When asked ‘what is your most exciting/important job’ my answer would always be ‘the next one’. The struggle necessary to finish any serious building project is so overwhelming that once the certificate of completion is signed, the last thing one wants to do is reflect on or pontificate about it. I was 34 when given Southfield [2] to design and am now more than twice that age. I was flattered when Fiona McLachlan told me she wanted to do research on my practice and initially to study Southfield and I was later a little scared when the Editor asked me to write an introduction to this study. But I have found it fascinating to read Fiona's paper and to ponder those heady days in the mid 1960s when Southfield dominated my life. It seems to me the most useful contribution I can make is to relate how I came to be doing this job and where the ideas came from which I can now appreciate were and are very important.

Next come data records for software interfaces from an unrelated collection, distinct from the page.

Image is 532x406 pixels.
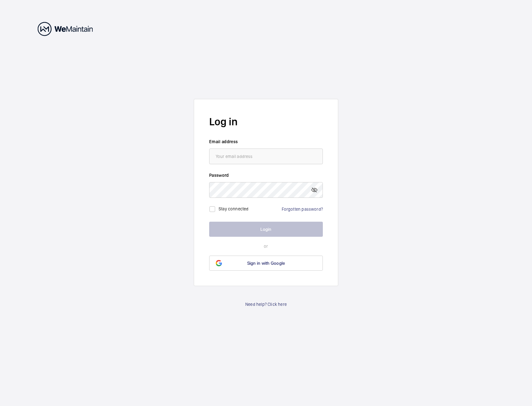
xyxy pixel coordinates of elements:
span: Sign in with Google [247,261,285,266]
button: Login [209,222,323,237]
label: Password [209,172,323,178]
a: Forgotten password? [282,207,323,212]
h2: Log in [209,114,323,129]
input: Your email address [209,148,323,164]
label: Email address [209,139,323,145]
p: or [209,243,323,249]
a: Need help? Click here [245,301,286,307]
label: Stay connected [219,206,249,211]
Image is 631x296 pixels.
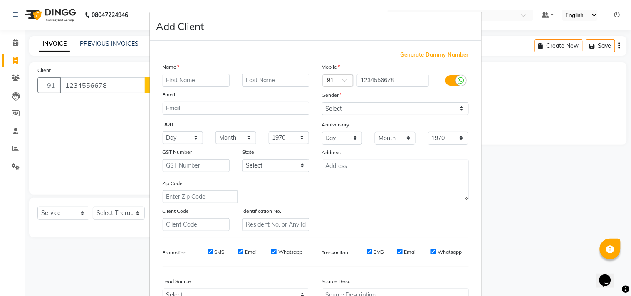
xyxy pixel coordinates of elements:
input: Email [163,102,309,115]
label: Mobile [322,63,340,71]
label: Email [245,248,258,256]
label: Whatsapp [278,248,302,256]
input: Mobile [357,74,429,87]
label: Email [404,248,417,256]
input: GST Number [163,159,230,172]
input: Client Code [163,218,230,231]
label: Anniversary [322,121,349,128]
label: SMS [215,248,225,256]
label: Zip Code [163,180,183,187]
label: Gender [322,91,342,99]
label: Lead Source [163,278,191,285]
label: SMS [374,248,384,256]
label: Address [322,149,341,156]
label: Client Code [163,207,189,215]
input: First Name [163,74,230,87]
label: DOB [163,121,173,128]
input: Enter Zip Code [163,190,237,203]
input: Resident No. or Any Id [242,218,309,231]
span: Generate Dummy Number [400,51,469,59]
iframe: chat widget [596,263,622,288]
input: Last Name [242,74,309,87]
label: Promotion [163,249,187,257]
label: State [242,148,254,156]
label: Whatsapp [437,248,462,256]
label: GST Number [163,148,192,156]
label: Transaction [322,249,348,257]
label: Source Desc [322,278,351,285]
label: Identification No. [242,207,281,215]
label: Email [163,91,175,99]
h4: Add Client [156,19,204,34]
label: Name [163,63,180,71]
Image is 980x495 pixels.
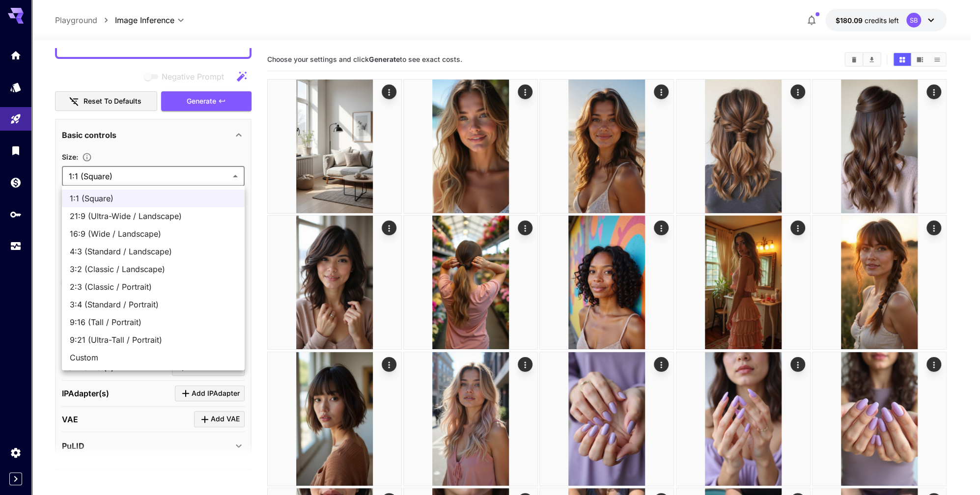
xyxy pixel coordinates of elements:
span: 9:16 (Tall / Portrait) [70,316,237,328]
span: Custom [70,351,237,363]
span: 1:1 (Square) [70,192,237,204]
span: 2:3 (Classic / Portrait) [70,281,237,292]
span: 4:3 (Standard / Landscape) [70,245,237,257]
span: 9:21 (Ultra-Tall / Portrait) [70,334,237,346]
span: 21:9 (Ultra-Wide / Landscape) [70,210,237,222]
span: 3:2 (Classic / Landscape) [70,263,237,275]
span: 16:9 (Wide / Landscape) [70,227,237,239]
span: 3:4 (Standard / Portrait) [70,299,237,310]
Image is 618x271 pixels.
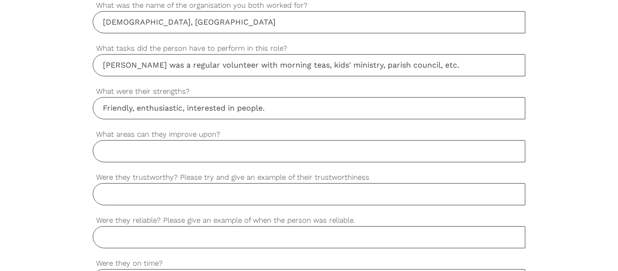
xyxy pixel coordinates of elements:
[93,43,525,54] label: What tasks did the person have to perform in this role?
[93,215,525,226] label: Were they reliable? Please give an example of when the person was reliable.
[93,86,525,97] label: What were their strengths?
[93,129,525,140] label: What areas can they improve upon?
[93,172,525,183] label: Were they trustworthy? Please try and give an example of their trustworthiness
[93,258,525,269] label: Were they on time?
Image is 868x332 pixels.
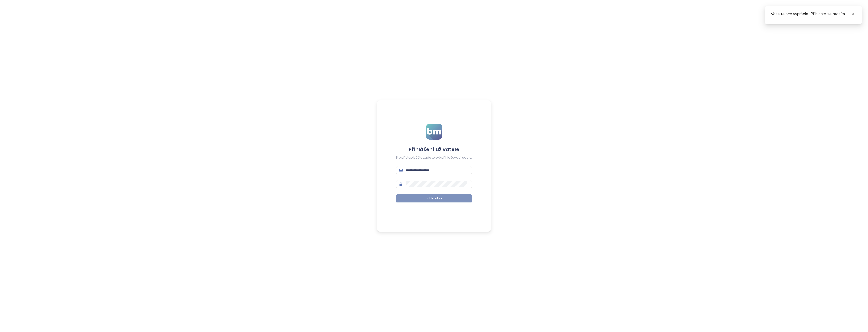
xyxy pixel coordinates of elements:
span: lock [399,183,403,186]
img: logo [426,124,442,140]
span: close [851,12,855,15]
div: Vaše relace vypršela. Přihlaste se prosím. [771,11,856,17]
div: Pro přístup k účtu zadejte své přihlašovací údaje. [396,156,472,160]
span: mail [399,169,403,172]
button: Přihlásit se [396,194,472,203]
h4: Přihlášení uživatele [396,146,472,153]
span: Přihlásit se [426,196,442,201]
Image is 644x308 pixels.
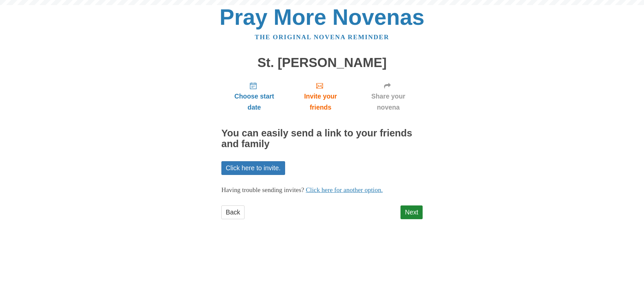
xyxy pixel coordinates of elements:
[400,205,423,219] a: Next
[287,76,354,116] a: Invite your friends
[220,5,425,30] a: Pray More Novenas
[221,205,245,219] a: Back
[255,33,390,40] a: The original novena reminder
[354,76,423,116] a: Share your novena
[221,76,287,116] a: Choose start date
[221,128,423,150] h2: You can easily send a link to your friends and family
[306,186,383,193] a: Click here for another option.
[221,161,285,175] a: Click here to invite.
[294,91,347,113] span: Invite your friends
[221,186,304,193] span: Having trouble sending invites?
[228,91,280,113] span: Choose start date
[221,55,423,70] h1: St. [PERSON_NAME]
[361,91,416,113] span: Share your novena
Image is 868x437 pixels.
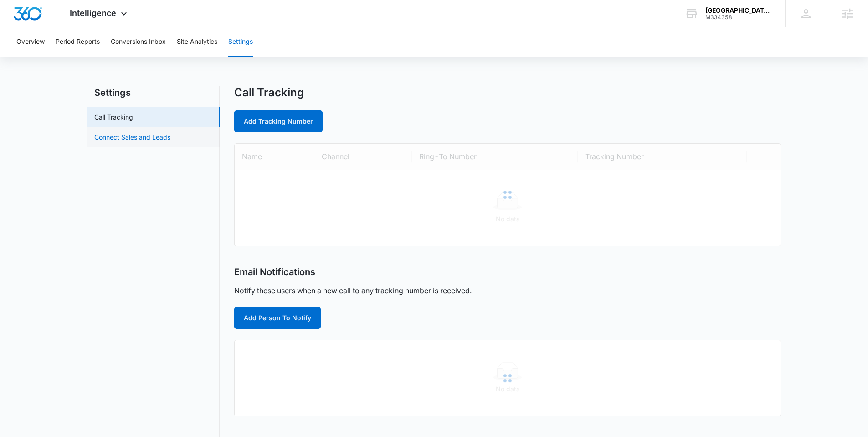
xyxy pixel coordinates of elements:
[234,266,316,278] h2: Email Notifications
[234,86,304,100] h1: Call Tracking
[234,110,322,132] a: Add Tracking Number
[228,27,252,57] button: Settings
[111,27,166,57] button: Conversions Inbox
[94,132,170,142] a: Connect Sales and Leads
[234,307,320,329] button: Add Person To Notify
[87,86,220,100] h2: Settings
[17,27,45,57] button: Overview
[705,14,772,20] div: account id
[56,27,100,57] button: Period Reports
[234,285,471,295] p: Notify these users when a new call to any tracking number is received.
[70,8,116,18] span: Intelligence
[705,7,772,14] div: account name
[94,112,133,122] a: Call Tracking
[177,27,217,57] button: Site Analytics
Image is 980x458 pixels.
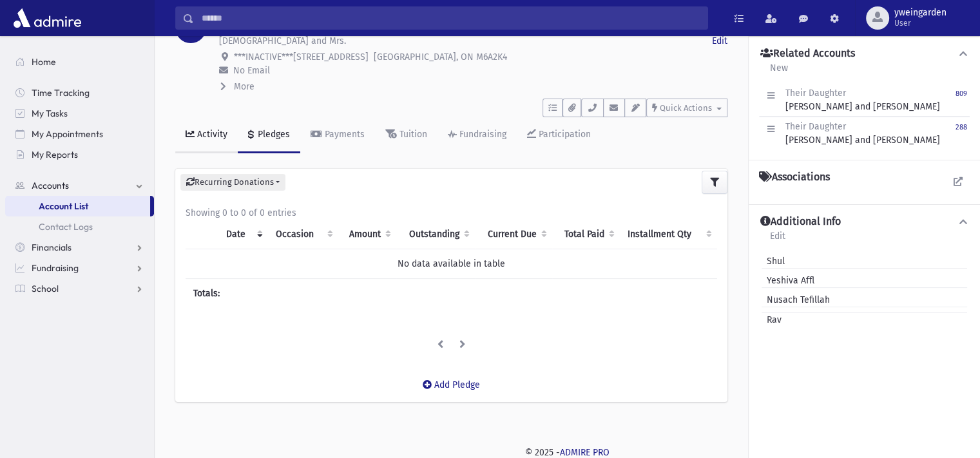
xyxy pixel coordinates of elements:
h4: Related Accounts [761,47,855,61]
a: School [5,279,154,299]
a: Fundraising [437,118,517,154]
span: School [32,283,58,294]
p: [DEMOGRAPHIC_DATA] and Mrs. [219,34,346,48]
span: Time Tracking [32,87,89,99]
th: Current Due: activate to sort column ascending [475,220,552,250]
button: Recurring Donations [180,174,286,190]
a: Time Tracking [5,82,154,103]
div: Tuition [397,129,427,140]
span: Their Daughter [785,87,846,99]
span: Accounts [32,180,69,191]
span: My Appointments [32,129,103,140]
span: Account List [39,201,88,212]
a: My Appointments [5,124,154,144]
span: My Reports [32,149,78,160]
a: ADMIRE PRO [560,447,610,458]
span: Home [32,56,56,68]
th: Installment Qty: activate to sort column ascending [620,220,717,250]
button: Quick Actions [646,99,727,118]
a: 288 [955,120,967,147]
th: Amount: activate to sort column ascending [338,220,396,250]
a: My Reports [5,144,154,165]
a: Home [5,51,154,72]
span: ***INACTIVE***[STREET_ADDRESS] [234,51,369,63]
a: Payments [300,118,375,154]
a: New [769,61,789,84]
h4: Associations [759,171,830,184]
a: Account List [5,196,150,216]
td: No data available in table [185,249,717,279]
span: Financials [32,242,71,253]
span: My Tasks [32,107,68,119]
span: Contact Logs [39,221,93,232]
a: Financials [5,237,154,258]
span: Fundraising [32,262,79,274]
div: Fundraising [457,129,507,140]
a: Edit [712,34,727,48]
a: Activity [175,118,237,154]
span: User [894,18,947,28]
span: Rav [761,313,781,327]
div: [PERSON_NAME] and [PERSON_NAME] [785,120,940,147]
div: Activity [195,129,227,140]
span: Quick Actions [659,103,712,112]
a: Fundraising [5,258,154,279]
a: Pledges [237,118,300,154]
span: No Email [233,65,270,76]
button: Additional Info [759,215,970,229]
a: Add Pledge [412,370,490,401]
span: Nusach Tefillah [761,293,830,307]
span: Yeshiva Affl [761,274,815,287]
th: Date: activate to sort column ascending [219,220,268,250]
span: [GEOGRAPHIC_DATA], ON M6A2K4 [374,51,507,63]
div: Participation [536,129,591,140]
div: Pledges [256,129,290,140]
th: Total Paid: activate to sort column ascending [552,220,620,250]
a: My Tasks [5,103,154,124]
a: Accounts [5,175,154,196]
small: 288 [955,124,967,131]
div: Showing 0 to 0 of 0 entries [185,206,717,220]
a: Contact Logs [5,216,154,237]
span: Shul [761,255,785,268]
span: Their Daughter [785,121,846,132]
small: 809 [955,89,967,98]
button: More [219,80,256,93]
th: Occasion : activate to sort column ascending [268,220,338,250]
th: Totals: [185,279,338,308]
span: More [234,81,255,92]
a: Participation [517,118,601,154]
h4: Additional Info [761,215,840,229]
span: yweingarden [894,8,947,18]
a: 809 [955,87,967,113]
img: AdmirePro [10,5,84,31]
div: Payments [322,129,364,140]
div: [PERSON_NAME] and [PERSON_NAME] [785,87,940,113]
th: Outstanding: activate to sort column ascending [396,220,475,250]
input: Search [194,7,707,30]
a: Edit [769,229,786,252]
a: Tuition [375,118,437,154]
button: Related Accounts [759,47,970,61]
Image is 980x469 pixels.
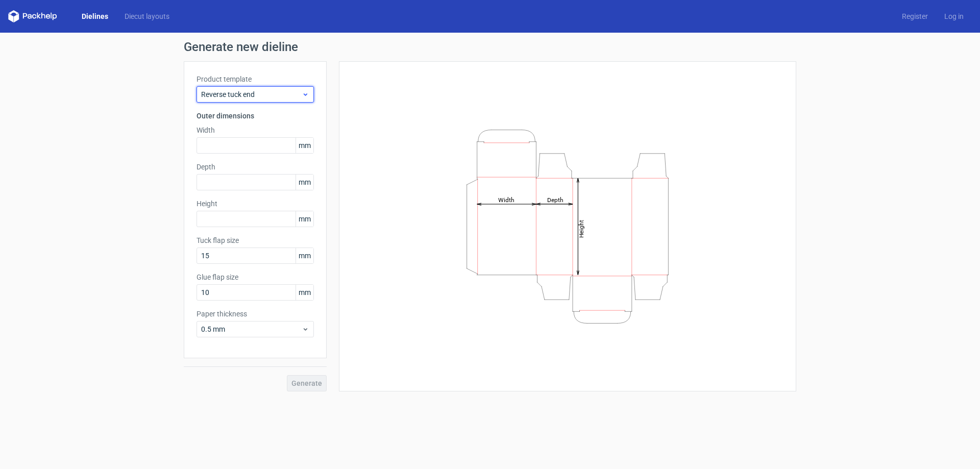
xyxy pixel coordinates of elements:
[196,125,314,135] label: Width
[295,174,313,190] span: mm
[578,220,584,237] tspan: Height
[196,111,314,121] h3: Outer dimensions
[196,74,314,85] label: Product template
[196,272,314,282] label: Glue flap size
[547,196,563,203] tspan: Depth
[196,162,314,172] label: Depth
[295,211,313,227] span: mm
[116,11,177,21] a: Diecut layouts
[295,248,313,264] span: mm
[196,309,314,319] label: Paper thickness
[498,196,514,203] tspan: Width
[183,41,796,53] h1: Generate new dieline
[935,11,972,21] a: Log in
[196,199,314,208] label: Height
[196,236,314,245] label: Tuck flap size
[295,285,313,300] span: mm
[201,324,301,335] span: 0.5 mm
[893,11,935,21] a: Register
[201,89,301,100] span: Reverse tuck end
[295,137,313,153] span: mm
[73,11,116,21] a: Dielines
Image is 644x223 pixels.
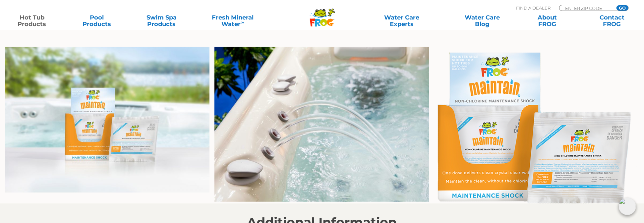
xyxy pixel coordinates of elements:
[434,47,639,204] img: MaintainForWeb
[587,14,637,28] a: ContactFROG
[361,14,443,28] a: Water CareExperts
[564,5,609,11] input: Zip Code Form
[619,198,636,215] img: openIcon
[201,14,264,28] a: Fresh MineralWater∞
[522,14,572,28] a: AboutFROG
[136,14,186,28] a: Swim SpaProducts
[516,5,550,11] p: Find A Dealer
[7,14,57,28] a: Hot TubProducts
[616,5,628,11] input: GO
[5,47,210,193] img: Maintain tray and pouch on tub
[72,14,122,28] a: PoolProducts
[215,47,429,202] img: Jacuzzi
[241,19,244,24] sup: ∞
[457,14,507,28] a: Water CareBlog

Geoffrey Bawa died in May, so it is fitting as well as poignant that Thames and Hudson have published this new and lavish edition on his life's work, written by the indefatigable David Robson. It will undoubtedly prove to be the definitive publication. Interest in Bawa's work is clearly very high; the previous monograph by Brian Brace Taylor published in 1986, was revised and republished in 1995 by the same publisher. Robson's new work is more comprehensive and includes the very latest projects. It also sets the scene both in terms of Bawa's unusual career and life story and of the awesome legacy of his home, the fascinating island of Sri Lanka.